العدد ٠١ ، يونيو ٢٠٢٦كلامٌ خفيف، عينٌ حادّة.

أعمال . Souk Weekly

Qiddiya: Inside Saudi Arabia's Plan to Build an Entertainment Capital

Theme parks, a Formula 1-grade circuit, and a stadium with a cliff edge — Qiddiya is Vision 2030's bid for fun at industrial scale.

بقلم Priya Chen2 دقيقة قراءة

حُدِّث

Qiddiya: Inside Saudi Arabia's Plan to Build an Entertainment Capital. Souk Weekly business.

Of all Saudi Arabia's giga-projects, Qiddiya takes aim at something the kingdom has long had a complicated relationship with: leisure. For years, Saudis with money to spend on fun spent much of it abroad. Dubai, Bahrain, further afield. Qiddiya, rising on a plateau southwest of Riyadh, is the plan to keep that spending, and that fun, at home.

An entertainment city by design

Where NEOM is about reinventing how people live and the Red Sea is about tourism, Qiddiya's brief is narrower and, in some ways, more legible: build a destination organised entirely around entertainment, sports, and the arts. The published master plan envisions theme parks, water parks, motorsport facilities, performance venues, and residential neighbourhoods, all within driving distance of the capital's growing population.

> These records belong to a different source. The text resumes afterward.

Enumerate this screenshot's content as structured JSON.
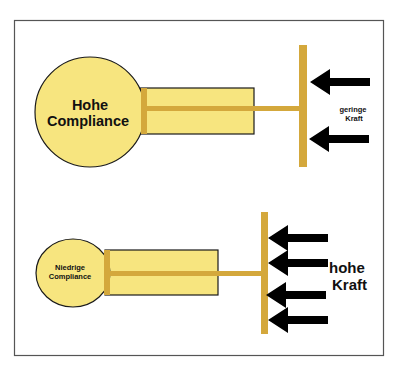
{
  "colors": {
    "background": "#ffffff",
    "frame": "#555555",
    "bulb_fill": "#f7e57f",
    "bulb_stroke": "#1a1a1a",
    "rod": "#d4a83c",
    "arrow": "#000000",
    "text": "#111111"
  },
  "top_model": {
    "label_line1": "Hohe",
    "label_line2": "Compliance",
    "force_line1": "geringe",
    "force_line2": "Kraft",
    "arrow_count": 2
  },
  "bottom_model": {
    "label_line1": "Niedrige",
    "label_line2": "Compliance",
    "force_line1": "hohe",
    "force_line2": "Kraft",
    "arrow_count": 4
  }
}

The anchor attraction announced for the site is a major theme park developed with Six Flags, pitched as a regional draw. Around it, planners describe a wider 'city of entertainment' that would operate year-round rather than as a seasonal park.

Sport as a centrepiece

Qiddiya leans hard into sport. The plans include a motorsport circuit intended for top-tier racing, and a striking proposed stadium designed to perch dramatically at a cliff edge — the kind of signature architecture that doubles as a marketing image. Esports and gaming feature prominently too, reflecting the demographics of a young, online population.

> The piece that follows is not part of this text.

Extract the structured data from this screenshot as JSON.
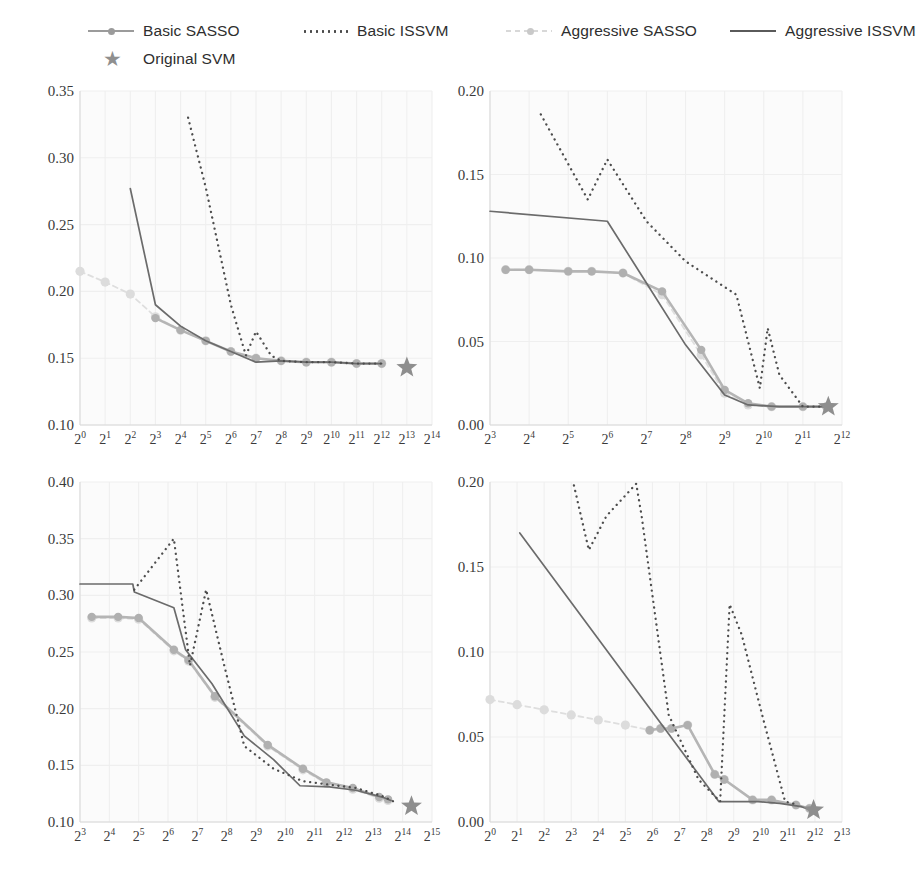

This dovetails with the broader sports push visible in the Saudi Pro League and major event hosting. Qiddiya is meant to be the physical home for a lot of that ambition, a place where the kingdom can stage the experiences it is simultaneously buying its way into globally.

Why it fits the strategy

The economic argument is twofold. First, domestic entertainment recaptures spending that currently leaks abroad, and supports jobs in hospitality and services — sectors the plan wants to grow. Second, a credible entertainment offer is part of what makes the kingdom liveable for the skilled workers and tourists Vision 2030 is trying to attract. Fun, in other words, is treated as economic infrastructure.

As with every giga-project, read the published timelines and attraction lists as ambitions, not confirmed openings. Phasing has shifted across the portfolio, and Qiddiya is no exception. Construction is visibly underway. A fully operational entertainment city, though, is a job measured in years.

For visitors, Qiddiya is worth watching, not booking just yet. It's one of the clearer-eyed parts of Vision 2030: a society loosening its social restrictions needs somewhere to actually spend a Friday, and someone has bet that building that somewhere is good business.

النشرة الأسبوعية

بريدٌ واحد في الأسبوع.

ما يستحقّ، وما يُدهش، وما هو من نسيج السوق.